The signature of Johan Paulus Vogt

Thursday, June 23, 2011

The Cherokee family legend: Spicey Jane Smith


Josephine Elizabeth Pinner in 1938.

My paternal grandmother's name was Josephine Elizabeth Pinner Vaught (1916-2002).  She was married to my grandfather, James Albert Vaught on the 5th of April, 1941.
 The Pinner family, at least my branch of it, were settlers of Florida before it became a state.  In fact, the first Pinners to move into the Sunshine State arrived in the late 1820s and served in the Indian Wars of the 1830s.  As the American army moved south into Florida pursuing the Seminoles, settlers followed---many of whom were soldiers who when they mustered out stayed in the new land.
 William Pinner (son of Arthur Pinner from South Carolina, who was in turn the son of the first Pinner I know of, another Arthur, also of South Carolina) moved with his young family to what is now Alachua County, Florida in the late 1820s.  He is listed on the Alachua County Census for 1820 but since his family didn't arrive until from South Carolina until a few years later, it is assumed he was merely laying claim to his future homestead.  By 1850, he had moved the Pinners to Putnam County.
 The 1860 Putnam County, Florida Agricultural Census shows William Pinner owned 180 acres of land, 45 acres of which were improved and 135 were unimproved.   The estimated value of his land was listed at $900 (the 1860 value).  His farm implements were valued at $60 and the value of livestock was $250.  In 1850, the U.S. dollar was worth 4 times what it is today.
William’s youngest son Arthur (born in 1825 in South Carolina) married an interesting woman named Spisa Jane Smith.  Family oral tradition has it that Spisa, also known as Spicey Jane Smith, was a full Blooded Cherokee Indian.  The only information I have on her is that she was born (supposedly) around 1824 on Cherokee lands in southwestern South Carolina.  She (again supposedly) died sometime after 1860 (she was listed on the Putnam County 1860 Census but there is nothing after that). 
Spisa/Spicey, as the story my grandmother told me goes, left her husband and family in 1838-1839 to travel the "Trail of Tears" with her people.  She was supposed to have had a "brood" of children she left behind...however, all my data points to the fact that her first child, Arthur A. Pinner (my grandmother’s grandfather) was born in 1843, well after the Trail of Tears.    Perhaps she traveled with relatives who had a lot of children?
My grandmother used to tell my sister and I when we were children that one of her ancestors was an Indian, but she always thought it was a Seminole.  The information I reported above was a combination of family legend I’ve gathered from other relatives and my grandmother (who swore up and down there was an Indian in her ancestry).
This is a fascinating brick wall I’ve encountered, but I’m not giving up.  Unfortunately, the usual first place to look for Indian ancestors are the various “Rolls” the US Government produced as a sort of Indian Census.  However, these rolls, I have come to understand, only cover Indians who were transferred to a reservation recognized by the United States and/or were granted land there as well.  Since everything I have points to the fact that Spisa/Spicey---if she did go west with the Cherokee at all---came back to Florida and her husband where she began having children and remained the rest of her days.
This is one “problem” I love coming back to, time after time.  There’s something that draws me to this story.  For one thing, many people (including my grandmother) have commented that my grandmother looked like she had Native American roots.  Is it true?  I have no idea.  But I’d like to find out, if nothing else than to justify my grandmother’s beliefs.  Only time will tell, but when I do find something, I’ll post it here!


◆ **Activity**
An exact reprint of the data below is required, line for line.

◆ **Data entries**

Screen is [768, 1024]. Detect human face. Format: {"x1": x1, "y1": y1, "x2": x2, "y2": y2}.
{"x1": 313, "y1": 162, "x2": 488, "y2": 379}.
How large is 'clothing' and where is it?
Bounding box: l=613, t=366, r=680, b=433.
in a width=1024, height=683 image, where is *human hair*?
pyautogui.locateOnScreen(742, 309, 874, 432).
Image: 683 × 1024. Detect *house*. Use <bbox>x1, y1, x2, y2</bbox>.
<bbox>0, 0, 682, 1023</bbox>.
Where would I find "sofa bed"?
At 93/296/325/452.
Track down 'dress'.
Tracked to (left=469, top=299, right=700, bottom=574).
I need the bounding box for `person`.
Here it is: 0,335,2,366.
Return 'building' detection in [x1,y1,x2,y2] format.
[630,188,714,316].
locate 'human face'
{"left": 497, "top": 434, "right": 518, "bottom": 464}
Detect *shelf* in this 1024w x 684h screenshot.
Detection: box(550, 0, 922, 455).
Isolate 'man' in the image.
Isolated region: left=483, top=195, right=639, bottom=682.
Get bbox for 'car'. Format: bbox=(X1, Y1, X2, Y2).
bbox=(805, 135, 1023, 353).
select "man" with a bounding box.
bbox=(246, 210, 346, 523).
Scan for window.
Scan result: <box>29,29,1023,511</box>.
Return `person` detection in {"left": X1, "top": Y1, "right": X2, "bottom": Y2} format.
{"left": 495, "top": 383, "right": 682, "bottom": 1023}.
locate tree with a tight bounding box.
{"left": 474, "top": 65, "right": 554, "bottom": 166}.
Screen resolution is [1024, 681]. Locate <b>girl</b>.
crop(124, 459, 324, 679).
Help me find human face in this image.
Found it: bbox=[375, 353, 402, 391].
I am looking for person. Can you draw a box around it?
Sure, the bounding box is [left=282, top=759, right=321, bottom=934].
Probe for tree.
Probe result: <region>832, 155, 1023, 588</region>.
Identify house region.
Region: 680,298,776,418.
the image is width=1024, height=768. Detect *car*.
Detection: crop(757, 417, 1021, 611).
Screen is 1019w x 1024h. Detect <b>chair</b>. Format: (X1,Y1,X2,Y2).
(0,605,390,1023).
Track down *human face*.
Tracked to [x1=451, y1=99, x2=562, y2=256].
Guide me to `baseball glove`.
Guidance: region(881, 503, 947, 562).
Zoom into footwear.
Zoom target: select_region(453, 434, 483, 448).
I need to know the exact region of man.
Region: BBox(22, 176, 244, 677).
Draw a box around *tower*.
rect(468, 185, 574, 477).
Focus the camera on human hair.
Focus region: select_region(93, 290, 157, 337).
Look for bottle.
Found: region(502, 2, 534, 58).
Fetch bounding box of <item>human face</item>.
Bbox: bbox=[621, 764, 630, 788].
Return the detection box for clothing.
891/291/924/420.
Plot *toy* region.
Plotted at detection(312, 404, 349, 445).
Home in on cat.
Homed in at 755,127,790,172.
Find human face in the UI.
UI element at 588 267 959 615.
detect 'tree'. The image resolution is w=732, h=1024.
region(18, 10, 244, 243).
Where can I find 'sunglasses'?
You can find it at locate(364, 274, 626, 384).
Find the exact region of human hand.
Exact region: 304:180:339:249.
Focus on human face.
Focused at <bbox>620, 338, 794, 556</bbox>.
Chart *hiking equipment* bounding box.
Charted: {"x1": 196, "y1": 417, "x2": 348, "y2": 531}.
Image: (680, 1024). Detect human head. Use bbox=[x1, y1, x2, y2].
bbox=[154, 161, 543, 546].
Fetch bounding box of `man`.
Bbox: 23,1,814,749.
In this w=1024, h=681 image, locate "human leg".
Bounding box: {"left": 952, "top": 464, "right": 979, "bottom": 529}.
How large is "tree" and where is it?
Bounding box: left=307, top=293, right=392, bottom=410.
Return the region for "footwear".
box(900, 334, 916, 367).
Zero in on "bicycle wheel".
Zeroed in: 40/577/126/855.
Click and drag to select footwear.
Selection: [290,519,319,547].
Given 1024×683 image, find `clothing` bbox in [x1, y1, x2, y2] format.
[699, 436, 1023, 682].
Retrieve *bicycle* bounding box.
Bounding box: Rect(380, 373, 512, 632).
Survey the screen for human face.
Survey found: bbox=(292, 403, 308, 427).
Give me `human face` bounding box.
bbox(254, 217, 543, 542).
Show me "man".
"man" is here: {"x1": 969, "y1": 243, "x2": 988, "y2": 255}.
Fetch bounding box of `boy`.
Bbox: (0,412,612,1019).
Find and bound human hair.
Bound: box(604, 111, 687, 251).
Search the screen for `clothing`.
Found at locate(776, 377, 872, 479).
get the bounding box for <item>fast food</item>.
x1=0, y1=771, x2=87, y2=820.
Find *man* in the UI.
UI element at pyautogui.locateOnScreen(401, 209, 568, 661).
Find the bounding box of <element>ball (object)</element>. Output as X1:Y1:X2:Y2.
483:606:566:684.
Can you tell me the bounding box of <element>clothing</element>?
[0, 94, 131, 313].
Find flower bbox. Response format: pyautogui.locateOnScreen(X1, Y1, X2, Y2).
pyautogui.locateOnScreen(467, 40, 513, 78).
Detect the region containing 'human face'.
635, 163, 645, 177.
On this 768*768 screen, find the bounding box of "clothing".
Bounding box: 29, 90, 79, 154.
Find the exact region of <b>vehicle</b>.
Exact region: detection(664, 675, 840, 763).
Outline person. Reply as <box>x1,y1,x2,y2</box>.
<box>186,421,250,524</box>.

◆ **Result of this exercise**
Screen is [768, 1024]. Detect human face. Format: {"x1": x1, "y1": y1, "x2": x2, "y2": y2}.
{"x1": 313, "y1": 162, "x2": 488, "y2": 379}.
How large is 'clothing' and where is it?
Bounding box: l=613, t=366, r=680, b=433.
in a width=1024, height=683 image, where is *human hair*?
pyautogui.locateOnScreen(742, 309, 874, 432).
Image: 683 × 1024. Detect *house*. Use <bbox>x1, y1, x2, y2</bbox>.
<bbox>0, 0, 682, 1023</bbox>.
Where would I find "sofa bed"?
At 93/296/325/452.
Track down 'dress'.
Tracked to (left=469, top=299, right=700, bottom=574).
I need the bounding box for `person`.
Here it is: 0,335,2,366.
Return 'building' detection in [x1,y1,x2,y2] format.
[630,188,714,316].
locate 'human face'
{"left": 497, "top": 434, "right": 518, "bottom": 464}
Detect *shelf* in this 1024w x 684h screenshot.
Detection: box(550, 0, 922, 455).
Isolate 'man' in the image.
Isolated region: left=483, top=195, right=639, bottom=682.
Get bbox for 'car'. Format: bbox=(X1, Y1, X2, Y2).
bbox=(805, 135, 1023, 353).
select "man" with a bounding box.
bbox=(246, 210, 346, 523).
Scan for window.
Scan result: <box>29,29,1023,511</box>.
Return `person` detection in {"left": X1, "top": Y1, "right": X2, "bottom": Y2} format.
{"left": 495, "top": 383, "right": 682, "bottom": 1023}.
locate tree with a tight bounding box.
{"left": 474, "top": 65, "right": 554, "bottom": 166}.
Screen resolution is [1024, 681]. Locate <b>girl</b>.
crop(124, 459, 324, 679).
Help me find human face in this image.
Found it: bbox=[375, 353, 402, 391].
I am looking for person. Can you draw a box around it?
Sure, the bounding box is [left=282, top=759, right=321, bottom=934].
Probe for tree.
Probe result: <region>832, 155, 1023, 588</region>.
Identify house region.
Region: 680,298,776,418.
the image is width=1024, height=768. Detect *car*.
Detection: crop(757, 417, 1021, 611).
Screen is 1019w x 1024h. Detect <b>chair</b>. Format: (X1,Y1,X2,Y2).
(0,605,390,1023).
Track down *human face*.
Tracked to [x1=451, y1=99, x2=562, y2=256].
Guide me to `baseball glove`.
Guidance: region(881, 503, 947, 562).
Zoom into footwear.
Zoom target: select_region(453, 434, 483, 448).
I need to know the exact region of man.
Region: BBox(22, 176, 244, 677).
Draw a box around *tower*.
rect(468, 185, 574, 477).
Focus the camera on human hair.
Focus region: select_region(93, 290, 157, 337).
Look for bottle.
Found: region(502, 2, 534, 58).
Fetch bounding box of <item>human face</item>.
Bbox: bbox=[621, 764, 630, 788].
Return the detection box for clothing.
891/291/924/420.
Plot *toy* region.
Plotted at detection(312, 404, 349, 445).
Home in on cat.
Homed in at 755,127,790,172.
Find human face in the UI.
UI element at 588 267 959 615.
detect 'tree'. The image resolution is w=732, h=1024.
region(18, 10, 244, 243).
Where can I find 'sunglasses'?
You can find it at locate(364, 274, 626, 384).
Find the exact region of human hand.
Exact region: 304:180:339:249.
Focus on human face.
Focused at <bbox>620, 338, 794, 556</bbox>.
Chart *hiking equipment* bounding box.
Charted: {"x1": 196, "y1": 417, "x2": 348, "y2": 531}.
Image: (680, 1024). Detect human head. Use bbox=[x1, y1, x2, y2].
bbox=[154, 161, 543, 546].
Fetch bounding box of `man`.
Bbox: 23,1,814,749.
In this w=1024, h=681 image, locate "human leg".
Bounding box: {"left": 952, "top": 464, "right": 979, "bottom": 529}.
How large is "tree" and where is it?
Bounding box: left=307, top=293, right=392, bottom=410.
Return the region for "footwear".
box(900, 334, 916, 367).
Zero in on "bicycle wheel".
Zeroed in: 40/577/126/855.
Click and drag to select footwear.
Selection: [290,519,319,547].
Given 1024×683 image, find `clothing` bbox in [x1, y1, x2, y2] format.
[699, 436, 1023, 682].
Retrieve *bicycle* bounding box.
Bounding box: Rect(380, 373, 512, 632).
Survey the screen for human face.
Survey found: bbox=(292, 403, 308, 427).
Give me `human face` bounding box.
bbox(254, 217, 543, 542).
Show me "man".
"man" is here: {"x1": 969, "y1": 243, "x2": 988, "y2": 255}.
Fetch bounding box of `boy`.
Bbox: (0,412,612,1019).
Find and bound human hair.
Bound: box(604, 111, 687, 251).
Search the screen for `clothing`.
Found at locate(776, 377, 872, 479).
get the bounding box for <item>fast food</item>.
x1=0, y1=771, x2=87, y2=820.
Find *man* in the UI.
UI element at pyautogui.locateOnScreen(401, 209, 568, 661).
Find the bounding box of <element>ball (object)</element>. Output as X1:Y1:X2:Y2.
483:606:566:684.
Can you tell me the bounding box of <element>clothing</element>?
[0, 94, 131, 313].
Find flower bbox. Response format: pyautogui.locateOnScreen(X1, Y1, X2, Y2).
pyautogui.locateOnScreen(467, 40, 513, 78).
Detect the region containing 'human face'.
635, 163, 645, 177.
On this 768*768 screen, find the bounding box of "clothing".
Bounding box: 29, 90, 79, 154.
Find the exact region of <b>vehicle</b>.
Exact region: detection(664, 675, 840, 763).
Outline person. Reply as <box>x1,y1,x2,y2</box>.
<box>186,421,250,524</box>.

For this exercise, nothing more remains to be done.